The Green party’s leadership announcement was live streamed using a phone which seemed to be wrapped in clingfilm and held by someone who appeared to be suffering from delirium tremens. You may not have realised that the Greens were electing a new leader. You may not even have realised that they have a leader at all – in fairness, until recently they didn’t, opting instead for a bizarre job-share arrangement whereby they had a sort of weird progressive hydra of ‘spokespeople’. Leadership for the polycule era.
The core argument against taking the Greens seriously is any engagement with the party itself
There is an argument that says we ought to take the Greens more seriously. After all they have four MPs – the same as Reform UK – and are consistently polling in double figures. They represent a genuine threat to Labour in particular as they cannibalise votes to the party’s left and render a number of their urban seats vulnerable.
However, the core argument against taking the Greens seriously is any engagement with the party itself.
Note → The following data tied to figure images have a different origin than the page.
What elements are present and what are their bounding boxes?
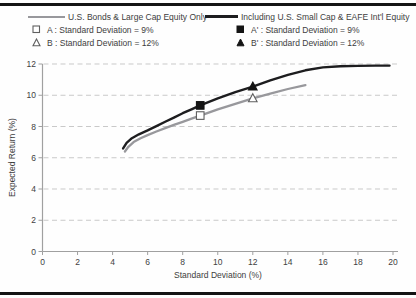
legend-item-line-gray: U.S. Bonds & Large Cap Equity Only <box>28 10 207 23</box>
legend-column-incl-small-cap: Including U.S. Small Cap & EAFE Int'l Eq… <box>205 10 409 49</box>
filled-triangle-icon <box>236 38 245 47</box>
legend-label: B' : Standard Deviation = 12% <box>251 38 364 48</box>
y-tick-label: 0 <box>31 247 36 257</box>
open-square-icon <box>32 25 41 34</box>
x-tick-label: 14 <box>283 257 293 267</box>
gray-line-sample-icon <box>28 16 65 18</box>
y-tick-label: 12 <box>27 59 37 69</box>
y-tick-label: 4 <box>31 184 36 194</box>
y-tick-label: 6 <box>31 153 36 163</box>
bottom-border-rule <box>0 292 416 295</box>
y-tick-label: 8 <box>31 122 36 132</box>
legend-label: A' : Standard Deviation = 9% <box>251 25 360 35</box>
y-tick-label: 2 <box>31 215 36 225</box>
y-axis-title: Expected Return (%) <box>6 64 18 252</box>
legend-label: A : Standard Deviation = 9% <box>47 25 154 35</box>
x-tick-label: 0 <box>40 257 45 267</box>
x-axis-title: Standard Deviation (%) <box>43 270 393 280</box>
legend-label: Including U.S. Small Cap & EAFE Int'l Eq… <box>241 12 409 22</box>
filled-square-icon <box>236 25 245 34</box>
legend-label: U.S. Bonds & Large Cap Equity Only <box>68 12 207 22</box>
legend-label: B : Standard Deviation = 12% <box>47 38 159 48</box>
x-tick-label: 16 <box>318 257 328 267</box>
x-tick-label: 6 <box>145 257 150 267</box>
legend-column-bonds-large-cap: U.S. Bonds & Large Cap Equity Only A : S… <box>28 10 207 49</box>
x-tick-label: 4 <box>110 257 115 267</box>
x-tick-label: 10 <box>213 257 223 267</box>
figure: 02468101202468101214161820 U.S. Bonds & … <box>0 0 416 298</box>
x-tick-label: 20 <box>388 257 398 267</box>
x-tick-label: 12 <box>248 257 258 267</box>
legend-item-marker-b: B : Standard Deviation = 12% <box>28 36 207 49</box>
legend-item-marker-a: A : Standard Deviation = 9% <box>28 23 207 36</box>
x-tick-label: 18 <box>353 257 363 267</box>
marker-A-prime <box>196 102 204 110</box>
open-triangle-icon <box>32 38 41 47</box>
x-tick-label: 2 <box>75 257 80 267</box>
legend-item-marker-b-prime: B' : Standard Deviation = 12% <box>205 36 409 49</box>
marker-A <box>196 112 204 120</box>
y-tick-label: 10 <box>27 90 37 100</box>
legend-item-marker-a-prime: A' : Standard Deviation = 9% <box>205 23 409 36</box>
x-tick-label: 8 <box>180 257 185 267</box>
legend-item-line-black: Including U.S. Small Cap & EAFE Int'l Eq… <box>205 10 409 23</box>
black-line-sample-icon <box>205 15 238 18</box>
series-line-1 <box>123 66 389 149</box>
The announcement of Zack Polanski as their leader was no exception. For the first ten minutes of the proceedings the phone was being held upside down, resulting in the attendees – a mix of bearded men in traditional Islamic dress and middle-aged women with lanyards – appearing horizontally.
The event appeared to take place in some sort of underground bunker, all concrete and random wires. A woman got on stage and, after wolf-whistling at the chattering crowd, introduced herself with a primary school assembly style ‘Goooood morrrrnnnning everybodyyy!’. This was apparently the CEO of the Greens. A problem with the microphone meant that most people didn’t hear what she said after her opening salvos. There was a lot of guff about ‘passion, energy, and verve’. She compared the Green party to a start up. Apposite, I suppose, in that 90 per cent of them are failures.
Finally we got to the results. Zack Polanski had crushed Adrian Ramsey and Ellie Chowns. They were considered ‘the sensible candidates’, despite Ms Chowns infamously declaring in the assisted suicide debate that coercion couldn’t happen because her mum told her so. Polanski, however, is a real throwback to the loopy Greens of yesteryear. In a direct debate with Ramsay recently the two visibly bristled with mutual aversion, with Ramsay refusing to say that he ‘liked’ Polanski and instead repeating that ‘we’ve worked together’. ‘Do you like him?’ asked interviewer Iain Dale. ‘We’ve worked together on all sorts of things’, replied Ramsay. ‘Yes or no’, tried Dale again. ‘Zack is a valued colleague’, said Ramsay. And so it went on.
Polanski’s vote share – a whopping 84.6 per cent – probably gives him a mandate to wreak revenge on the Green establishment which tried to shun him. Polanski is a self-proclaimed populist who spent part of his career as a hypnotherapist, he once advised women that they could increase their bra size through the power of suggestion. Whether they can do the same with their vote share will have to be seen.
Meanwhile the Greens had competition in the loony stakes this morning. Yvette Cooper gave an interview where she seemed to imply that every inch of her home was covered in flags. ‘We’ve actually got Union Jack bunting on our garden shed’, she said, with a maniacal grin. ‘I’ve got St George’s flags, St George’s bunting, Yorkshire Rose bunting, Union Jack flags and tablecloths – er, we’ve got the lot’. Madness never seems to cease.